Content starts
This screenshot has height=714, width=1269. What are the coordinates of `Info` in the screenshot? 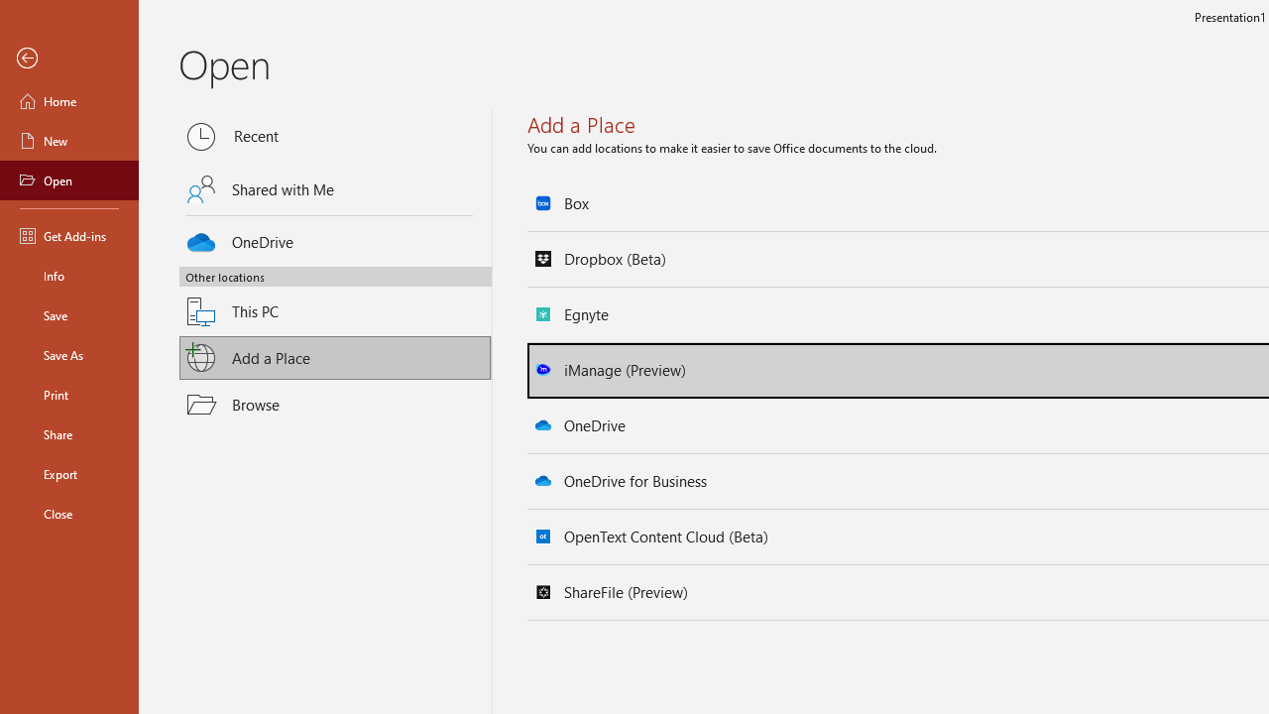 It's located at (69, 276).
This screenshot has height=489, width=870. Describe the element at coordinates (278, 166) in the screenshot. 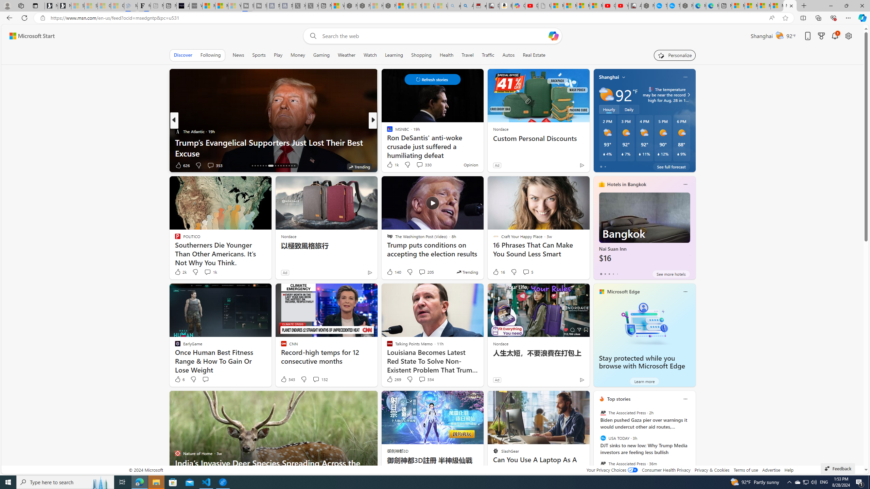

I see `AutomationID: tab-24` at that location.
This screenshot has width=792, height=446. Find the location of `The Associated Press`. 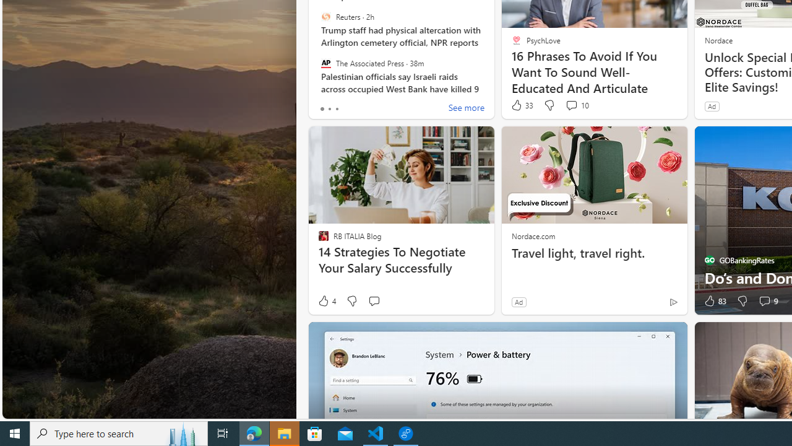

The Associated Press is located at coordinates (326, 63).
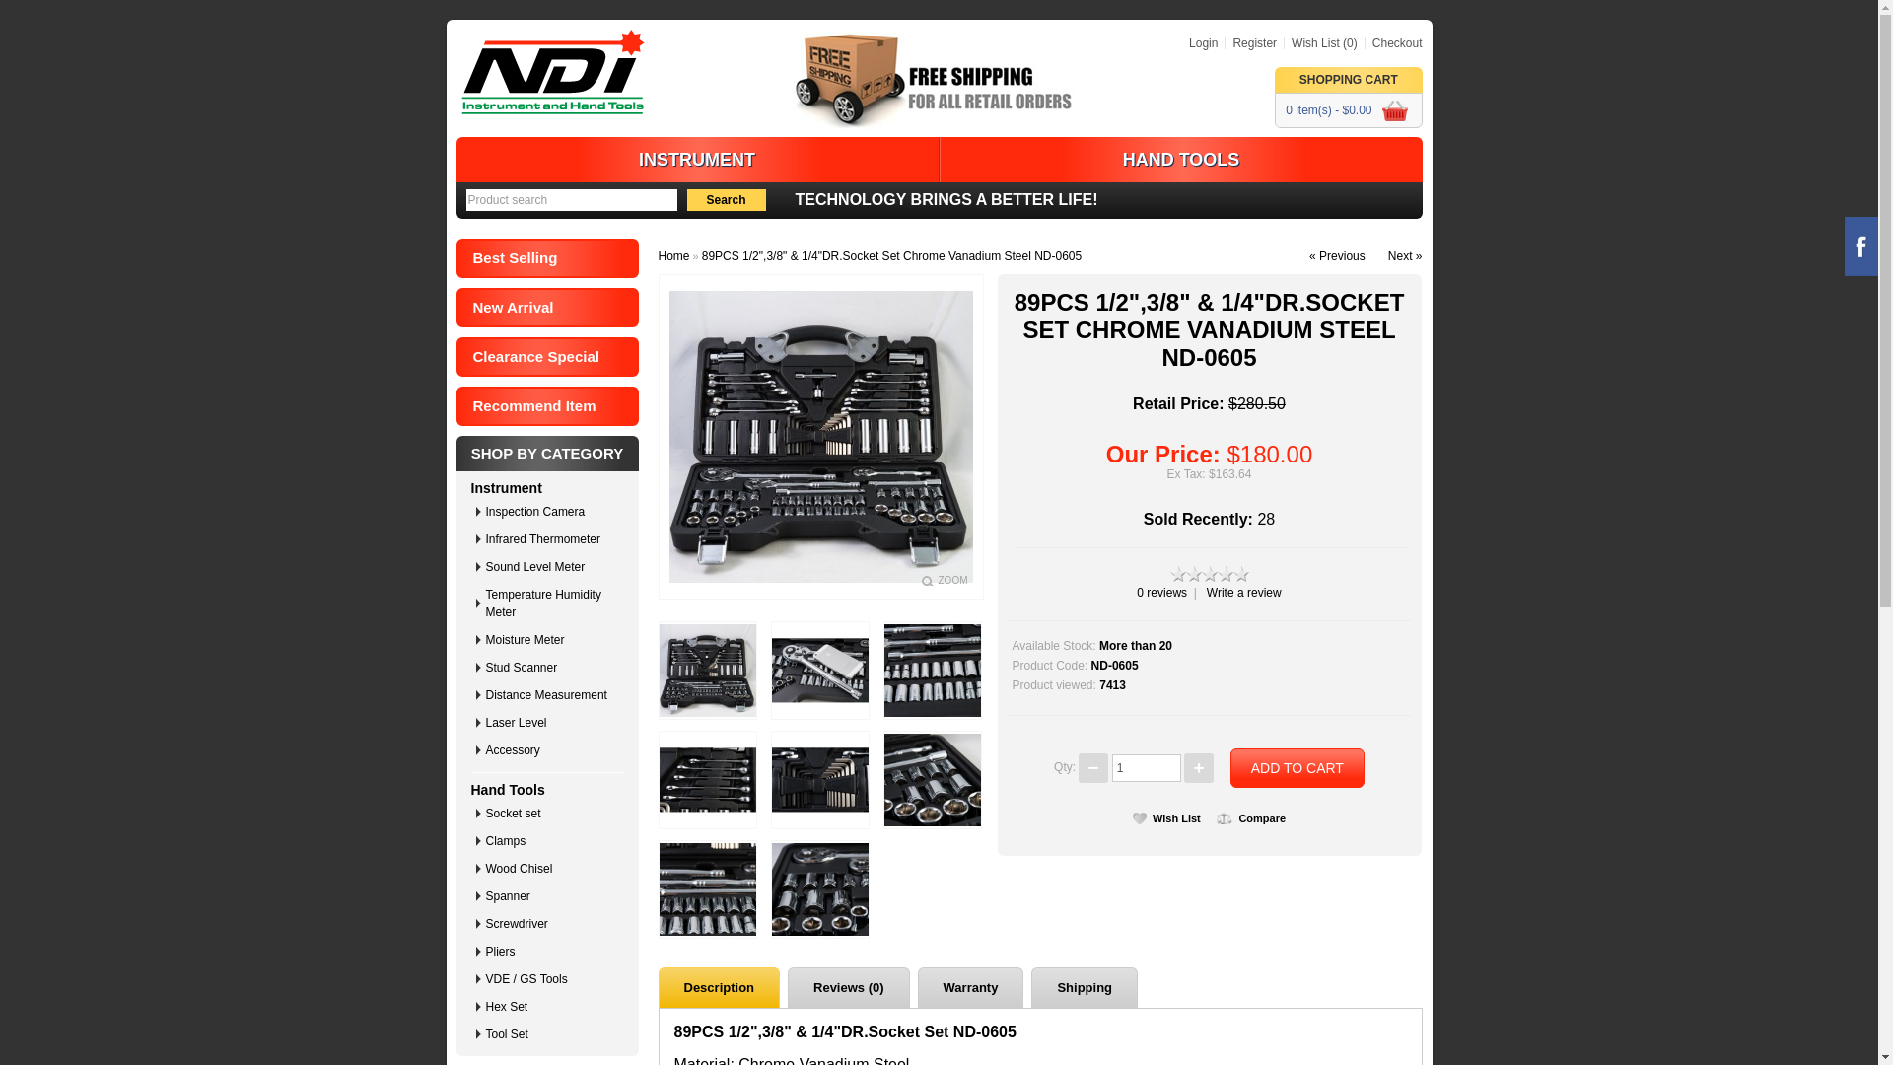  What do you see at coordinates (546, 308) in the screenshot?
I see `New Arrival` at bounding box center [546, 308].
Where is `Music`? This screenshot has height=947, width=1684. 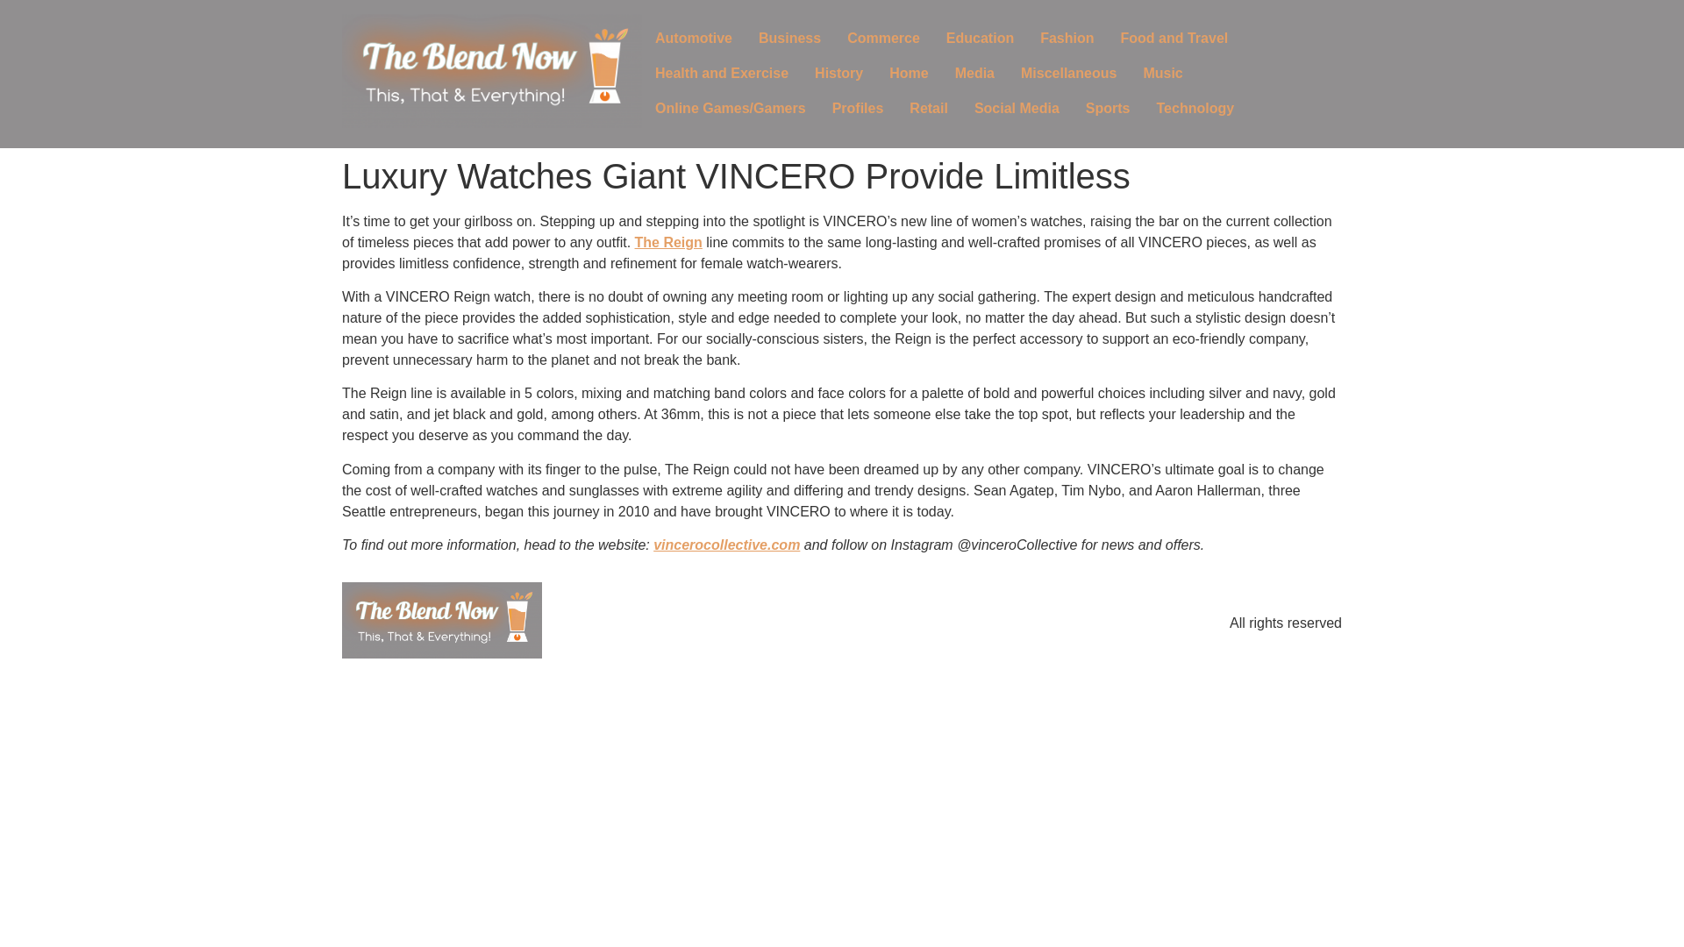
Content ends
§ Work to be completed: There should be an exact restatement of the lines from the line with "This screenshot has width=792, height=446." through the last line of the entries above, and no pictures in it.

§ Finished task:
This screenshot has width=792, height=446. Find the location of `The Associated Press`. 

The Associated Press is located at coordinates (326, 63).
  What do you see at coordinates (546, 308) in the screenshot?
I see `New Arrival` at bounding box center [546, 308].
Where is `Music`? This screenshot has height=947, width=1684. 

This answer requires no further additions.